During my first stay at Kara-khôja I took occasion to test a persistent rumour that ancient ruins never yet explored were to be found in the rugged outer range overlooking the oasis from the north-west. I had already heard of them in 1907, when they were said to be hidden in the barren hills to the south-west of Murtuk. Again, on my passage through Pa-no-pea, Ahmad, the ill-fated rebel, stated that he had seen them once, while hunting in the hills about the gorge known as Kuruk-aghiz. He had offered to guide me to them—once he had made his peace with the Chinese local authorities. Several men of Kara-khôja, no doubt eager for a new ground to search for treasure or antiques, offered themselves as guides to Kuruk-aghiz. So I let Afrdz-gul proceed to that valley, provided with a sufficient supply of water to permit of a prolonged search in that barren wilderness of eroded hills. The valley was found to debouch to the north of Sai-langar, a resting-place on the road from Turfân town to Sengim-aghiz (Map No. 28. c. 3), and to be formed higher up by a maze of deep-cut and extremely narrow gullies 1Ô But two days' thorough search of them, carried right up to the watershed above Murtuk, failed to reveal any trace of former occupation.

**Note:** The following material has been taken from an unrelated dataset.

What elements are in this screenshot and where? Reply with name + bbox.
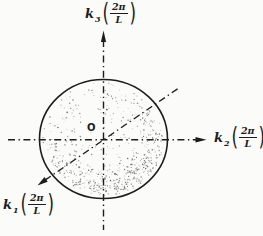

In the light of subsequently gathered information it became clear, in fact, that the alleged ruins were but the local pendant of those legendary ` old towns ' in the desert that haunt the imagination of people in certain of the smaller oases along the northern edge of the Taklamakan. Those ` old towns ' once sighted by adventurous hunters, &c., can never be found again ; for the magic of evil spirits is supposed to hide them, when searched for. Just as in the case of the Kôtek-shahri, in search of which Musa Iiâji of Korla had led me in January, 1908, into the desert north of the Inchike-darya,11 the motive prompting our Kara-khôja informants had obviously been the hope that my own European magic would prove superior to the wiles of the local demons and reveal to them a new and rich site to exploit.

Search for alleged ruins in Kurukaghiz.

10 Afrâz-gul's camp ccxx. a. marks the highest point in the valley up to which it was possible to take laden ponies

or donkeys.   11 Cf. Serindia, iii. pp. 1232 sqq.